There's a plethora of alternatives nowadays, but I'm never quite satisfied with how they work. So l had some fun making my own (well Claude did most of it...). The main "innovation" l have is...
There's a plethora of alternatives nowadays, but I'm never quite satisfied with how they work. So l had some fun making my own (well Claude did most of it...).
The main "innovation" l have is rule-based dencentralized moderation (users report, jury is randomly selected and decide on the outcome). I'm not sure it would work at scale but l think it's a fun idea.
I also have media views, text/images/video, to allow each media type on the plateform without having one cannibalizing the others. I also added articles that are supposed to be a bit nicer and more polished posts. A couple of new sites have chats now too and l think it brings a homely vibe to them, so l experimented with an IRC based chat, which is a bit wonky but seems to work.
If you want to give it a try don't be afraid to break things, it's mostly me on there anyway, there's not much too break. Email verification is also disabled so you don't need real email.
For the dev l mostly let Claude do its thing, using the most boring Django+low JS stack, it worked really well for the most part. Although l think someone that doesn't know anything about webdev would still get stuck at some point (e.g. deployment was a bit tricky). I'd open sources at some point if there's any interest but would need cleaning up.
More generally it's quite fun to be able to add almost any crazy feature you can think of. Personally I'd like more "togetherness" features like watch parties or a radio, but there's maybe more legal trouble with those... (e.g. cyberspace.online has a radio that plays youtube videos but hide them somehow).
Since it's inspired by Athenian direct democracy l though a Greek word would do fine, but also common names in domains are expensive or not available so better go with something obscure.
Since it's inspired by Athenian direct democracy l though a Greek word would do fine, but also common names in domains are expensive or not available so better go with something obscure.
Are we not on a reddit alternative right now?
There's a plethora of alternatives nowadays, but I'm never quite satisfied with how they work. So l had some fun making my own (well Claude did most of it...).
The main "innovation" l have is rule-based dencentralized moderation (users report, jury is randomly selected and decide on the outcome). I'm not sure it would work at scale but l think it's a fun idea.
I also have media views, text/images/video, to allow each media type on the plateform without having one cannibalizing the others. I also added articles that are supposed to be a bit nicer and more polished posts. A couple of new sites have chats now too and l think it brings a homely vibe to them, so l experimented with an IRC based chat, which is a bit wonky but seems to work.
If you want to give it a try don't be afraid to break things, it's mostly me on there anyway, there's not much too break. Email verification is also disabled so you don't need real email.
For the dev l mostly let Claude do its thing, using the most boring Django+low JS stack, it worked really well for the most part. Although l think someone that doesn't know anything about webdev would still get stuck at some point (e.g. deployment was a bit tricky). I'd open sources at some point if there's any interest but would need cleaning up.
More generally it's quite fun to be able to add almost any crazy feature you can think of. Personally I'd like more "togetherness" features like watch parties or a radio, but there's maybe more legal trouble with those... (e.g. cyberspace.online has a radio that plays youtube videos but hide them somehow).
This name doesn't work well. What's this, ancient Greek?
It's hard to pronounce with that aspirated
pat the end. Or is it meant to sound like anf?Yeah it mean pebble, it was used to cast votes in ancient Greece.
Why not just call it pebble?
Since it's inspired by Athenian direct democracy l though a Greek word would do fine, but also common names in domains are expensive or not available so better go with something obscure.
I do not think this post belongs on tildes if I may be honest with you.
I think it's just fine with the self-promotion rule, since I'm an old member of tildes and generally do not self-promote.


From the entries that follow, copy each line in which "unions" appears.

========================

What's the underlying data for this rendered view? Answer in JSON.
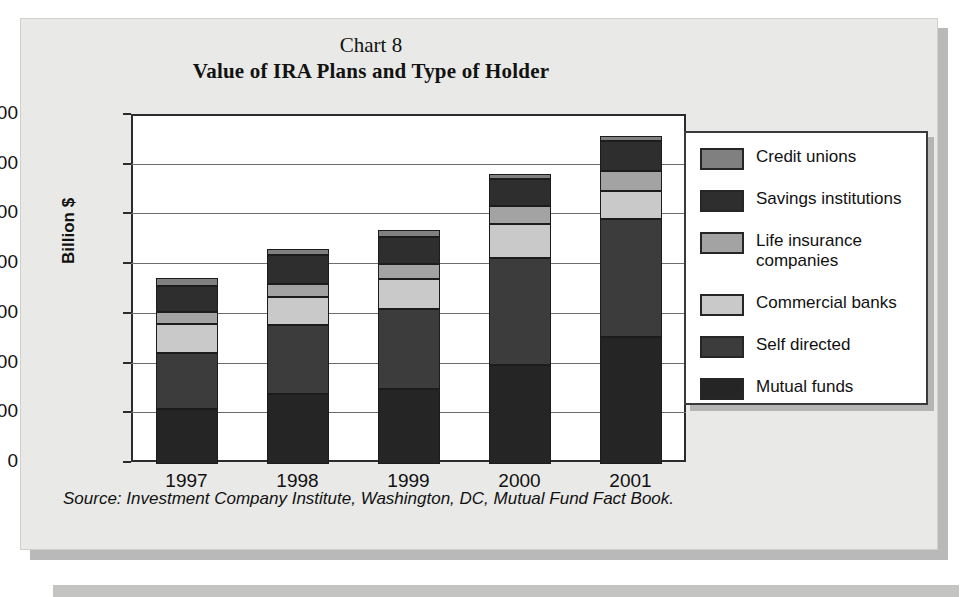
{
  "figure": {
    "chart_number": "Chart 8",
    "title": "Value of IRA Plans and Type of Holder",
    "source": "Source: Investment Company Institute, Washington, DC, Mutual Fund Fact Book."
  },
  "axes": {
    "ylabel": "Billion $",
    "yticks": [
      "0",
      "200",
      "400",
      "600",
      "800",
      "1000",
      "1200",
      "1400"
    ],
    "xticks": [
      "1997",
      "1998",
      "1999",
      "2000",
      "2001"
    ]
  },
  "legend": {
    "position": "right",
    "entries": [
      {
        "label": "Credit unions",
        "color": "#808080"
      },
      {
        "label": "Savings institutions",
        "color": "#2e2e2e"
      },
      {
        "label": "Life insurance\ncompanies",
        "color": "#a3a3a3"
      },
      {
        "label": "Commercial banks",
        "color": "#c9c9c9"
      },
      {
        "label": "Self directed",
        "color": "#3c3c3c"
      },
      {
        "label": "Mutual funds",
        "color": "#252525"
      }
    ]
  },
  "chart_data": {
    "type": "bar",
    "stacked": true,
    "title": "Value of IRA Plans and Type of Holder",
    "xlabel": "",
    "ylabel": "Billion $",
    "ylim": [
      0,
      1400
    ],
    "ytick_step": 200,
    "grid": true,
    "legend_position": "right",
    "categories": [
      "1997",
      "1998",
      "1999",
      "2000",
      "2001"
    ],
    "series": [
      {
        "name": "Mutual funds",
        "color": "#252525",
        "values": [
          220,
          280,
          300,
          400,
          510
        ]
      },
      {
        "name": "Self directed",
        "color": "#3c3c3c",
        "values": [
          225,
          280,
          325,
          430,
          475
        ]
      },
      {
        "name": "Commercial banks",
        "color": "#c9c9c9",
        "values": [
          120,
          110,
          120,
          135,
          115
        ]
      },
      {
        "name": "Life insurance companies",
        "color": "#a3a3a3",
        "values": [
          45,
          55,
          60,
          75,
          80
        ]
      },
      {
        "name": "Savings institutions",
        "color": "#2e2e2e",
        "values": [
          105,
          115,
          110,
          105,
          120
        ]
      },
      {
        "name": "Credit unions",
        "color": "#808080",
        "values": [
          35,
          25,
          25,
          20,
          20
        ]
      }
    ],
    "totals": [
      750,
      865,
      940,
      1165,
      1320
    ]
  }
}
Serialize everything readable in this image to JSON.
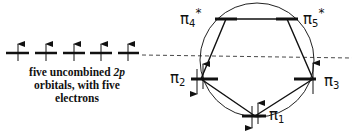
{
  "caption": {
    "line1_prefix": "five uncombined ",
    "line1_italic": "2p",
    "line2": "orbitals, with five",
    "line3": "electrons"
  },
  "left_orbitals": {
    "count": 5,
    "electrons": [
      "up",
      "up",
      "up",
      "up",
      "up"
    ]
  },
  "mo_levels": [
    {
      "symbol": "π",
      "index": "1",
      "star": "",
      "electrons": "paired"
    },
    {
      "symbol": "π",
      "index": "2",
      "star": "",
      "electrons": "paired"
    },
    {
      "symbol": "π",
      "index": "3",
      "star": "",
      "electrons": "up"
    },
    {
      "symbol": "π",
      "index": "4",
      "star": "*",
      "electrons": "none"
    },
    {
      "symbol": "π",
      "index": "5",
      "star": "*",
      "electrons": "none"
    }
  ],
  "labels": {
    "pi1": {
      "sym": "π",
      "sub": "1"
    },
    "pi2": {
      "sym": "π",
      "sub": "2"
    },
    "pi3": {
      "sym": "π",
      "sub": "3"
    },
    "pi4": {
      "sym": "π",
      "sub": "4",
      "star": "*"
    },
    "pi5": {
      "sym": "π",
      "sub": "5",
      "star": "*"
    }
  },
  "colors": {
    "ink": "#111111",
    "background": "#ffffff"
  }
}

========================

**Solution to this exercise**
        "label": "Credit unions",
        "name": "Credit unions",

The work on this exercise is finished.